SwayDB is an embedded, non-blocking and type-safe NoSql database under development. It can be configured for both persistent and in-memory storage. It supports normal operations for key-value stores, and additionally supports auto expiring key values. It provides a Scala and Java API. It reaches up to 600,000 writes per second for in-memory databases and up to 300,000 for persistent databases. For transactions, SwayDB only guarantees atomicity. Log-structured merge-tree is the main underlying algorithm.
No checkpoints are supported. For its in-memory implementation, no checkpointing or logging is supported. For the persistent version, it can persist its memory segments to disk, but this is used for reducing that level's storage, not for recovery.
It has a notion of 'eventual persistent' in its documentation. It means that the database can write the memory storage to disk whenever it exceeds a threshold. This is somewhat similar to checkpointing, but it is not a full checkpoint, so the data left in memory can still be lost.
Naïve (Page-Level) Prefix Compression
Segments are chunks of key-value pairs in a Log-Structured Merge Tree. Key-values within the same segment can be grouped to create sub-segments and then be compressed by specifying groupingStrategy. SwayDB supports compressing them using LZ4 and Snappy, which are open-sourced Java compression tools. Strictly-speaking, the compression is done on sub-segment level instead of page level.
Additionally, duplicate data within index entries are always compressed. Duplicate values within same segments are also detected and compressed. All index entries are prefix-compressed with the previous index entry.
SwayDB assumes it runs 'under a single process in a single application', as the author clarifies on Reddit. Everything is atomic in SwayDB, including transactions. The only guarantee it has on transactions is atomicity. No concurrency control is needed, and indeed it is not mentioned in docs at all.
SwayDB supports both in-memory and disk storage. For its in-memory version, it does not provide guarantee on data durability because it does not have logging. However, the user can persist the memory to disk at some time.
For its persistent database, write-ahead logging is used for durability. Data is organized into segments on different levels, aligning to the Log-Structured Merge Tree algorithm.
Decomposition Storage Model (Columnar)
For the segment file format, SwayDB stores all values in the head of the file, in the same ordering as keys. Key index entries are stored after the value bytes. At the last of the file is the checksum, bloom-filter and other metadata about the segment.
Log-Structured Merge Trees are used in SwayDB. Storage are divided into different levels, corresponding to different hardware capabilities. If the upper level cannot find an entry, it will go into the next level. During a compaction, data from upper levels are pushed into lower levels, and deletion is also performed if necessary.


EXERCISE GOAL:
Locate and copy each line in the data that contains the word "collar".

Figure content listings:
════════════════

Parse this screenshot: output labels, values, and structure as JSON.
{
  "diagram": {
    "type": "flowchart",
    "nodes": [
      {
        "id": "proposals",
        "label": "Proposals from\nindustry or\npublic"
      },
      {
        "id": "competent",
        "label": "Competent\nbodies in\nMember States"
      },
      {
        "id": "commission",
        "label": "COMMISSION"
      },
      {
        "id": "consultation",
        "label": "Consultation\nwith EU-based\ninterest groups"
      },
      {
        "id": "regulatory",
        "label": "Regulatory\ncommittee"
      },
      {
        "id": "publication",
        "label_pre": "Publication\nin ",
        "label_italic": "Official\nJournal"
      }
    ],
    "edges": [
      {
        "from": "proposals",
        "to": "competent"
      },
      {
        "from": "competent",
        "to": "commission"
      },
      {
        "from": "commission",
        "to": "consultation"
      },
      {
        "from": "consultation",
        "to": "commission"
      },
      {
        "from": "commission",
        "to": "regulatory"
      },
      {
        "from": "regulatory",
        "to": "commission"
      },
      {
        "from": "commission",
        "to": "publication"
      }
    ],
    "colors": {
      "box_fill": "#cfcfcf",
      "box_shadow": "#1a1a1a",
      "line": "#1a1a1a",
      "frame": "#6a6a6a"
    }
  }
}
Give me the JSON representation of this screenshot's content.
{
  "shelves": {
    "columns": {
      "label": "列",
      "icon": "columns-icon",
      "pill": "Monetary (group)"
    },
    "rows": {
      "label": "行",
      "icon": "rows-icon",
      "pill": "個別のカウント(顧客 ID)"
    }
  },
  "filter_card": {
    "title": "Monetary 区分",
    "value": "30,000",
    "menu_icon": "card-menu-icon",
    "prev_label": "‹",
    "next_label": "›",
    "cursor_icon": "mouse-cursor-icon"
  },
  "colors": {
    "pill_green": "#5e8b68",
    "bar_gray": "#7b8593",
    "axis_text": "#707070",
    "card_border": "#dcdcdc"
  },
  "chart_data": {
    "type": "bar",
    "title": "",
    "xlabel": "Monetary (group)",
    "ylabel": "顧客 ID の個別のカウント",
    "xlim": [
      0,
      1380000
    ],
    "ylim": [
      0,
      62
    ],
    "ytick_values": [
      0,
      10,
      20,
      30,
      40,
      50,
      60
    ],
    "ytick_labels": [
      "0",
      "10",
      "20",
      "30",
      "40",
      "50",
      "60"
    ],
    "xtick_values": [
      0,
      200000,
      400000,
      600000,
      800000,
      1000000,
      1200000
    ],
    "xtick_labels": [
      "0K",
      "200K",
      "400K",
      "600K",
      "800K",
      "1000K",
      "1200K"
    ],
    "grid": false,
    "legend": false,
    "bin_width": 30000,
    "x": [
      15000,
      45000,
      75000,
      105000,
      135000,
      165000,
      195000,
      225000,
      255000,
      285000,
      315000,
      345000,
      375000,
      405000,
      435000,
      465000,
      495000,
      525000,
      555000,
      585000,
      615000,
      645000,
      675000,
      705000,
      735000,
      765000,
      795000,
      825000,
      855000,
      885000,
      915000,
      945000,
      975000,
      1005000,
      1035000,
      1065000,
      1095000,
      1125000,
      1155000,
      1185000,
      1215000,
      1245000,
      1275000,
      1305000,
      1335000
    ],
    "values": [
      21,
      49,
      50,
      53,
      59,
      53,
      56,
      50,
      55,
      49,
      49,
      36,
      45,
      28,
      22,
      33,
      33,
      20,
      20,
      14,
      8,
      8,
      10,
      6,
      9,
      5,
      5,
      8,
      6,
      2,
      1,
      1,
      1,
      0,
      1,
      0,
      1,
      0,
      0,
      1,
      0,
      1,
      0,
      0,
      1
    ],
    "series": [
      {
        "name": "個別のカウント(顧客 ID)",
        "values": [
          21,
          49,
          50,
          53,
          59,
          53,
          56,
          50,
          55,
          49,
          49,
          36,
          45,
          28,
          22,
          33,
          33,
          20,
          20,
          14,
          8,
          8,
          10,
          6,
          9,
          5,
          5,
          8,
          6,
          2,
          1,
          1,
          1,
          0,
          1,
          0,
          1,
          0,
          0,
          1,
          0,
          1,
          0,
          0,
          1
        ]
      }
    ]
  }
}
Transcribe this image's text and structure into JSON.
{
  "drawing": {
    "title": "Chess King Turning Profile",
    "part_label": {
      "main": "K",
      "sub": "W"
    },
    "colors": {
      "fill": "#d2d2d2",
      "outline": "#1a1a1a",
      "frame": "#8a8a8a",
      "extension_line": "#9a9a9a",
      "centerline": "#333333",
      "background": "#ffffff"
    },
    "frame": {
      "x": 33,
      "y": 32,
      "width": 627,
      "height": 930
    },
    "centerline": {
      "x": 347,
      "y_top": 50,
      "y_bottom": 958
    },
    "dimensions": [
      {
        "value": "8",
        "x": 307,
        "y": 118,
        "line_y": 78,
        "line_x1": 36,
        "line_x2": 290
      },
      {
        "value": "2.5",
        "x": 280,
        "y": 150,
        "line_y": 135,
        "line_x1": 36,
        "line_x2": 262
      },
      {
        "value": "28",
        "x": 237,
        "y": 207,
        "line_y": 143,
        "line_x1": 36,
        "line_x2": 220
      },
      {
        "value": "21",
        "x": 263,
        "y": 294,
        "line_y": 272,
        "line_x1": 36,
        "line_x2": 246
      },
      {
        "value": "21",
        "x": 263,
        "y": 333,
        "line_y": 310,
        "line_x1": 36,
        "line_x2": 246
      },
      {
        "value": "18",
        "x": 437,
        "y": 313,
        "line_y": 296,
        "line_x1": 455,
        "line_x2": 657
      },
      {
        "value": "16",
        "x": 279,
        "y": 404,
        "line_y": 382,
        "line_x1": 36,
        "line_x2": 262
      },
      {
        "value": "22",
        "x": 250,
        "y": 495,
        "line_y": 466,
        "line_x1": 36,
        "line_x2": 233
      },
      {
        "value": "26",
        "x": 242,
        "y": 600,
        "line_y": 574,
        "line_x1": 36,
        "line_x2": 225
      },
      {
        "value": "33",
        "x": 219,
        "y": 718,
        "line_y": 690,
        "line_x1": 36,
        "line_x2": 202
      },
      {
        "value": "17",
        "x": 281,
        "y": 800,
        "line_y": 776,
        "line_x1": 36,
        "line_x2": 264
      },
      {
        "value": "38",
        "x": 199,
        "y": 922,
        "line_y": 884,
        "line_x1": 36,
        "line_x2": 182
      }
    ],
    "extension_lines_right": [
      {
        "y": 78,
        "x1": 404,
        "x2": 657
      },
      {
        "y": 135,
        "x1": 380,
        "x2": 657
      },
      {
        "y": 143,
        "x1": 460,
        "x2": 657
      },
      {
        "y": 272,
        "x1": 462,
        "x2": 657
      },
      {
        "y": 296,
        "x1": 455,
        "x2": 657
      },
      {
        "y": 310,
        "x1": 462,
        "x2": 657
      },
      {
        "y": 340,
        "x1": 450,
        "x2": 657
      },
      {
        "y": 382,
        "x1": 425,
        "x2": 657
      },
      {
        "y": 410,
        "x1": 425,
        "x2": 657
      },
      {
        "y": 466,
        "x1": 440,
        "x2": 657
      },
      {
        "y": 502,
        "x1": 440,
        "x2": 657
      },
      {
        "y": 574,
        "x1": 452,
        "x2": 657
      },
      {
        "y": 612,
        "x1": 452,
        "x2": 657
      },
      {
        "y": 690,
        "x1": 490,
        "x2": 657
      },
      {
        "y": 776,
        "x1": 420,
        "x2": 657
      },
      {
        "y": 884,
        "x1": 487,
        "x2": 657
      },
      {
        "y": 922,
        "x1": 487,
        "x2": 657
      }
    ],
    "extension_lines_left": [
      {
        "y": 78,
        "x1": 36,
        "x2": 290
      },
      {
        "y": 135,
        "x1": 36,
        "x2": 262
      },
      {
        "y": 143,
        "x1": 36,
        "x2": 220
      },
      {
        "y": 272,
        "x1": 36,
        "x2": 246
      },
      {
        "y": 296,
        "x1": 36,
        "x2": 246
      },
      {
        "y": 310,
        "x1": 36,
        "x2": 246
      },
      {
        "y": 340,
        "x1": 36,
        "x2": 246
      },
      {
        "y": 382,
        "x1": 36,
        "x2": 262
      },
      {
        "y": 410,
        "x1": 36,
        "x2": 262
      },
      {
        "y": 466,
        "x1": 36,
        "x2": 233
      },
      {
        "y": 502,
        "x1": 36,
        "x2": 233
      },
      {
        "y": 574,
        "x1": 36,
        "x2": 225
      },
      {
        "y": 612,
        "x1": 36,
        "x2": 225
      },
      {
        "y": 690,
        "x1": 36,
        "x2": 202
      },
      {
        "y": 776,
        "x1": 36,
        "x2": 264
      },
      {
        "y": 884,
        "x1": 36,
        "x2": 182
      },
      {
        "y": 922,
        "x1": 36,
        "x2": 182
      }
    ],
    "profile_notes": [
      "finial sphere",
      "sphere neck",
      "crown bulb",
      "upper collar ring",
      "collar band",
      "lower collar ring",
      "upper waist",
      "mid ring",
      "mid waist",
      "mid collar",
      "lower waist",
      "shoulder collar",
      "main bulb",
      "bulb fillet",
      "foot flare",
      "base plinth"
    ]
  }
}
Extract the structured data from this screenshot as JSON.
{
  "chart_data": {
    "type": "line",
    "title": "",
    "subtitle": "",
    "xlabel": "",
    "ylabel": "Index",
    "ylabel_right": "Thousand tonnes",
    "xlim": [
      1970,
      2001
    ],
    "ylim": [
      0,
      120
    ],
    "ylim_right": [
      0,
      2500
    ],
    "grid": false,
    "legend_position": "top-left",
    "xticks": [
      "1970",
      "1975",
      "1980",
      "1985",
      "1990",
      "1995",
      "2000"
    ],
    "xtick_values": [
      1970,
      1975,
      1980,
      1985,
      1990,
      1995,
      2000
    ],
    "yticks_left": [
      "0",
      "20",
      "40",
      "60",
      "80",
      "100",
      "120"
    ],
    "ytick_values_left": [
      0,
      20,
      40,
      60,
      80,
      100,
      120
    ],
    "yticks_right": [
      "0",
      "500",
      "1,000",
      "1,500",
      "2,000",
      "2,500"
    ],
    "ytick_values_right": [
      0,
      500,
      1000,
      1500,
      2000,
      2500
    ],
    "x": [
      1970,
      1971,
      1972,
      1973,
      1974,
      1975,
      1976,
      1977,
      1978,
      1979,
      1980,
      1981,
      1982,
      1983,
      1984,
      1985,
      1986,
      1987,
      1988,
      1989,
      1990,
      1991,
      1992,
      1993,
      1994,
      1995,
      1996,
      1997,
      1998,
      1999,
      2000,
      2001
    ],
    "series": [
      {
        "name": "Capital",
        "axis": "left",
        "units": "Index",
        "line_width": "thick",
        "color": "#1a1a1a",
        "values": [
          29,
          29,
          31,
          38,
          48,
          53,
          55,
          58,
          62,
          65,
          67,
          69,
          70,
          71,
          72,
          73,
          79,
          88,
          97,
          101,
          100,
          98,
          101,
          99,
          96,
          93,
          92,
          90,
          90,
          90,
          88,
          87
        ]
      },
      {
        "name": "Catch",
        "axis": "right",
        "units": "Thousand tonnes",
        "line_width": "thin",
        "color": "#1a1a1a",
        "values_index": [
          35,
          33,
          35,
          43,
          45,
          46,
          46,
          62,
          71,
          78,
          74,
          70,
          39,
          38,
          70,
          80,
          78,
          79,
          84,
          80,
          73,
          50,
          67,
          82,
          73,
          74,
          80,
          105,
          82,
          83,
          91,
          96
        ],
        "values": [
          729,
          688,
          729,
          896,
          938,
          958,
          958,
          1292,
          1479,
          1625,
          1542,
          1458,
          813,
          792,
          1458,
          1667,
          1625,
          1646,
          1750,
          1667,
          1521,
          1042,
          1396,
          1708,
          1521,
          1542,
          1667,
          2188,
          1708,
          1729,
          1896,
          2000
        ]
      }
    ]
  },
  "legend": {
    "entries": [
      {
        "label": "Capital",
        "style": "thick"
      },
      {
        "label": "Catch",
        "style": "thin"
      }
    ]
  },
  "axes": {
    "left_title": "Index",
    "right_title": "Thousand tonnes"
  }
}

════════════════

RESPONSE TO THIS EXERCISE:
      "upper collar ring",
      "collar band",
      "lower collar ring",
      "mid collar",
      "shoulder collar",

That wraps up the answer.